The Doctor's words rolled over him like a roaring surf, burying, smothering, destroying-- "I want to see." Mel's voice was like a hollow cough from far away. "I think you're crazy. I think you're hiding some mistake you made yourself. You killed Alice in a simple little operation, and now you're trying to get out of it with some crazy story that n.o.body on earth would ever believe!"

"I want you to see," said Dr. Winters, rising slowly. "That's why I called you in here, Mr. Hastings."

Mel trailed him down the long corridor again. No words were spoken between them. Mel felt as if nothing were real anymore.

They went through the white doors of Surgery and through the inner doors. Then they entered a white, silent--cold--room beyond.

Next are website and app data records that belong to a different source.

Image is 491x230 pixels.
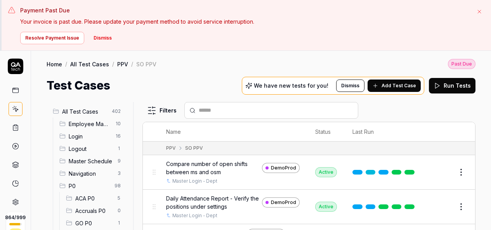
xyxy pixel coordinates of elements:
[69,182,110,190] span: P0
[70,60,109,68] a: All Test Cases
[20,17,469,26] p: Your invoice is past due. Please update your payment method to avoid service interruption.
[131,60,133,68] div: /
[315,167,337,177] div: Active
[448,59,476,69] button: Past Due
[56,118,127,130] div: Drag to reorderEmployee Management10
[166,195,259,211] span: Daily Attendance Report - Verify the positions under settings
[115,156,124,166] span: 9
[336,80,365,92] button: Dismiss
[368,80,421,92] button: Add Test Case
[136,60,156,68] div: SO PPV
[345,122,426,142] th: Last Run
[56,167,127,180] div: Drag to reorderNavigation3
[113,119,124,129] span: 10
[5,215,26,220] span: 864 / 999
[166,145,176,152] div: PPV
[63,205,127,217] div: Drag to reorderAccruals P00
[117,60,128,68] a: PPV
[47,77,110,94] h1: Test Cases
[63,192,127,205] div: Drag to reorderACA P05
[62,108,107,116] span: All Test Cases
[315,202,337,212] div: Active
[113,132,124,141] span: 16
[111,181,124,191] span: 98
[172,178,217,185] a: Master Login - Dept
[75,195,113,203] span: ACA P0
[429,78,476,94] button: Run Tests
[20,32,84,44] button: Resolve Payment Issue
[115,169,124,178] span: 3
[20,6,469,14] h3: Payment Past Due
[65,60,67,68] div: /
[115,144,124,153] span: 1
[166,160,259,176] span: Compare number of open shifts between ms and osm
[172,212,217,219] a: Master Login - Dept
[254,83,328,89] p: We have new tests for you!
[262,163,300,173] a: DemoProd
[89,32,116,44] button: Dismiss
[143,155,475,190] tr: Compare number of open shifts between ms and osmDemoProdMaster Login - DeptActive
[69,170,113,178] span: Navigation
[112,60,114,68] div: /
[56,130,127,142] div: Drag to reorderLogin16
[56,180,127,192] div: Drag to reorderP098
[271,165,296,172] span: DemoProd
[382,82,416,89] span: Add Test Case
[75,207,113,215] span: Accruals P0
[142,103,181,118] button: Filters
[185,145,203,152] div: SO PPV
[69,145,113,153] span: Logout
[158,122,308,142] th: Name
[109,107,124,116] span: 402
[262,198,300,208] a: DemoProd
[115,206,124,215] span: 0
[69,132,111,141] span: Login
[115,219,124,228] span: 1
[56,142,127,155] div: Drag to reorderLogout1
[115,194,124,203] span: 5
[143,190,475,224] tr: Daily Attendance Report - Verify the positions under settingsDemoProdMaster Login - DeptActive
[69,157,113,165] span: Master Schedule
[56,155,127,167] div: Drag to reorderMaster Schedule9
[63,217,127,229] div: Drag to reorderGO P01
[47,60,62,68] a: Home
[75,219,113,228] span: GO P0
[308,122,345,142] th: Status
[271,199,296,206] span: DemoProd
[69,120,111,128] span: Employee Management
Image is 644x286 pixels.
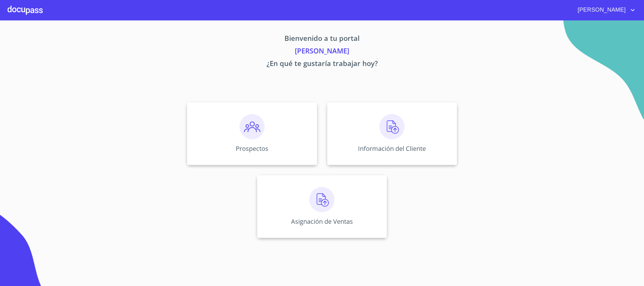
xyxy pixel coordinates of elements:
p: Asignación de Ventas [291,217,353,226]
img: carga.png [379,114,404,139]
p: Bienvenido a tu portal [129,33,516,46]
img: carga.png [309,187,335,212]
button: account of current user [573,5,636,15]
p: Prospectos [236,145,269,153]
p: ¿En qué te gustaría trabajar hoy? [129,58,516,71]
img: prospectos.png [240,114,265,139]
p: Información del Cliente [358,145,426,153]
span: [PERSON_NAME] [573,5,629,15]
p: [PERSON_NAME] [129,46,516,58]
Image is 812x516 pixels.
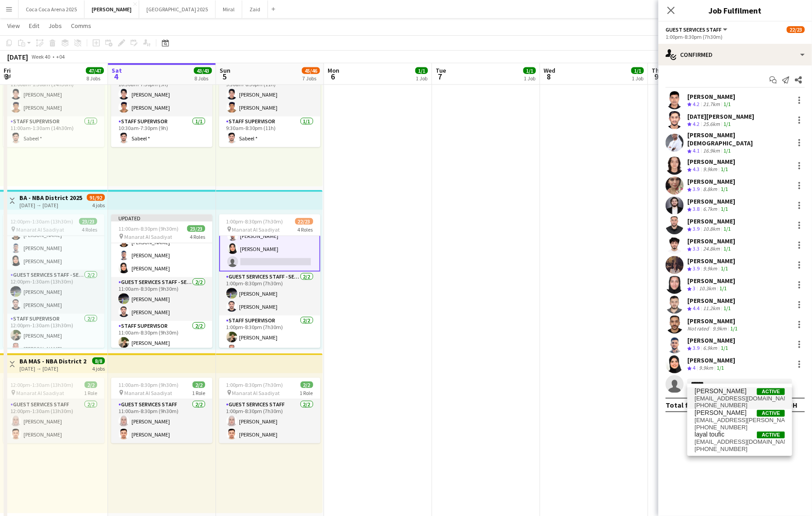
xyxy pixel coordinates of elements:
[665,33,805,40] div: 1:00pm-8:30pm (7h30m)
[17,390,65,397] span: Manarat Al Saadiyat
[687,296,735,305] div: [PERSON_NAME]
[694,417,785,424] span: ibra.alrefai@outlook.com
[694,445,785,453] span: +971502755302
[693,101,699,107] span: 4.2
[721,166,728,173] app-skills-label: 1/1
[3,314,105,357] app-card-role: Staff Supervisor2/212:00pm-1:30am (13h30m)[PERSON_NAME][PERSON_NAME]
[192,390,205,397] span: 1 Role
[693,166,699,173] span: 4.3
[3,51,105,147] app-job-card: 11:00am-1:30am (14h30m) (Sat)3/3 Manarat Al Saadiyat2 RolesGuest Services Staff2/211:00am-1:30am ...
[67,20,95,31] a: Comms
[787,26,805,33] span: 22/23
[302,67,320,74] span: 45/46
[111,378,213,444] app-job-card: 11:00am-8:30pm (9h30m)2/2 Manarat Al Saadiyat1 RoleGuest Services Staff2/211:00am-8:30pm (9h30m)[...
[188,226,205,232] span: 23/23
[220,66,230,75] span: Sun
[687,336,735,344] div: [PERSON_NAME]
[25,20,43,31] a: Edit
[687,356,735,364] div: [PERSON_NAME]
[111,51,213,147] app-job-card: 10:30am-7:30pm (9h)3/3 Manarat Al Saadiyat2 RolesGuest Services Staff2/210:30am-7:30pm (9h)[PERSO...
[757,411,785,417] span: Active
[219,117,320,147] app-card-role: Staff Supervisor1/19:30am-8:30pm (11h)Sabeel *
[721,344,728,351] app-skills-label: 1/1
[19,202,82,208] div: [DATE] → [DATE]
[694,424,785,431] span: +971561422714
[701,206,719,214] div: 6.7km
[7,22,20,30] span: View
[720,285,727,292] app-skills-label: 1/1
[17,227,65,233] span: Manarat Al Saadiyat
[140,1,215,18] button: [GEOGRAPHIC_DATA] 2025
[687,178,735,186] div: [PERSON_NAME]
[687,197,735,206] div: [PERSON_NAME]
[543,66,556,75] span: Wed
[698,364,715,372] div: 9.9km
[665,26,729,33] button: Guest Services Staff
[71,22,92,30] span: Comms
[85,67,104,74] span: 47/47
[693,265,699,272] span: 3.9
[232,390,280,397] span: Manarat Al Saadiyat
[652,66,663,75] span: Thu
[3,20,24,31] a: View
[111,214,213,349] app-job-card: Updated11:00am-8:30pm (9h30m)23/23 Manarat Al Saadiyat4 Roles[PERSON_NAME][PERSON_NAME][PERSON_NA...
[658,4,812,17] h3: Job Fulfilment
[693,305,699,312] span: 4.4
[701,344,719,352] div: 6.9km
[658,44,812,65] div: Confirmed
[701,226,722,233] div: 10.8km
[110,71,122,82] span: 4
[694,438,785,445] span: alrefailayal@gmail.com
[687,131,790,147] div: [PERSON_NAME][DEMOGRAPHIC_DATA]
[757,389,785,395] span: Active
[3,66,10,75] span: Fri
[724,147,731,154] app-skills-label: 1/1
[227,382,283,389] span: 1:00pm-8:30pm (7h30m)
[687,325,711,332] div: Not rated
[85,382,97,389] span: 2/2
[693,226,699,232] span: 3.9
[303,75,319,82] div: 7 Jobs
[523,67,536,74] span: 1/1
[79,218,97,225] span: 23/23
[3,270,105,314] app-card-role: Guest Services Staff - Senior2/212:00pm-1:30am (13h30m)[PERSON_NAME][PERSON_NAME]
[218,71,230,82] span: 5
[693,285,695,292] span: 3
[693,147,699,154] span: 4.1
[295,218,313,225] span: 22/23
[724,120,731,127] app-skills-label: 1/1
[300,390,313,397] span: 1 Role
[3,400,105,444] app-card-role: Guest Services Staff2/212:00pm-1:30am (13h30m)[PERSON_NAME][PERSON_NAME]
[694,388,747,395] span: Abdulrahman Alrefai
[219,51,320,147] app-job-card: 9:30am-8:30pm (11h)3/3 Manarat Al Saadiyat2 RolesGuest Services Staff2/29:30am-8:30pm (11h)[PERSO...
[18,1,85,18] button: Coca Coca Arena 2025
[82,227,97,233] span: 4 Roles
[297,227,313,233] span: 4 Roles
[3,117,105,147] app-card-role: Staff Supervisor1/111:00am-1:30am (14h30m)Sabeel *
[111,277,213,321] app-card-role: Guest Services Staff - Senior2/211:00am-8:30pm (9h30m)[PERSON_NAME][PERSON_NAME]
[85,1,140,18] button: [PERSON_NAME]
[232,227,280,233] span: Manarat Al Saadiyat
[694,402,785,409] span: +971556577740
[219,214,320,349] div: 1:00pm-8:30pm (7h30m)22/23 Manarat Al Saadiyat4 Roles[PERSON_NAME][PERSON_NAME][PERSON_NAME] Gues...
[693,364,695,371] span: 4
[701,245,722,253] div: 24.8km
[19,365,86,372] div: [DATE] → [DATE]
[687,112,754,120] div: [DATE][PERSON_NAME]
[415,67,428,74] span: 1/1
[112,66,122,75] span: Sat
[30,53,52,60] span: Week 40
[10,218,79,225] span: 12:00pm-1:30am (13h30m) (Sat)
[3,71,10,82] span: 3
[125,390,172,397] span: Manarat Al Saadiyat
[92,201,105,208] div: 4 jobs
[724,245,731,252] app-skills-label: 1/1
[194,75,212,82] div: 8 Jobs
[125,234,172,241] span: Manarat Al Saadiyat
[44,20,65,31] a: Jobs
[687,158,735,166] div: [PERSON_NAME]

In the glare of icy white lights a single sheeted figure rested on a table. Mel suddenly didn't want to see. But Dr. Winters was drawing back the cover. He exposed the face, the beloved features of Alice Hastings. Mel cried out her name and moved toward the table. There was nothing in her face to suggest she was not simply sleeping, her hair disarrayed, her face composed and relaxed as he had seen her hundreds of times.

"Can you stand to witness this?" asked Dr. Winters anxiously. "Shall I get you a sedative?"

Mel shook his head numbly. "No--show me ..."

The great, fresh wound extended diagonally across the abdomen and branched up beneath the heart. The Doctor grasped a pair of small scissors and swiftly clipped the temporary sutures. With forceps and retractors he spread open the ma.s.sive incision.

Mel closed his eyes against the sickness that seized him.

"Gangrene!" he said. "She's full of gangrene!"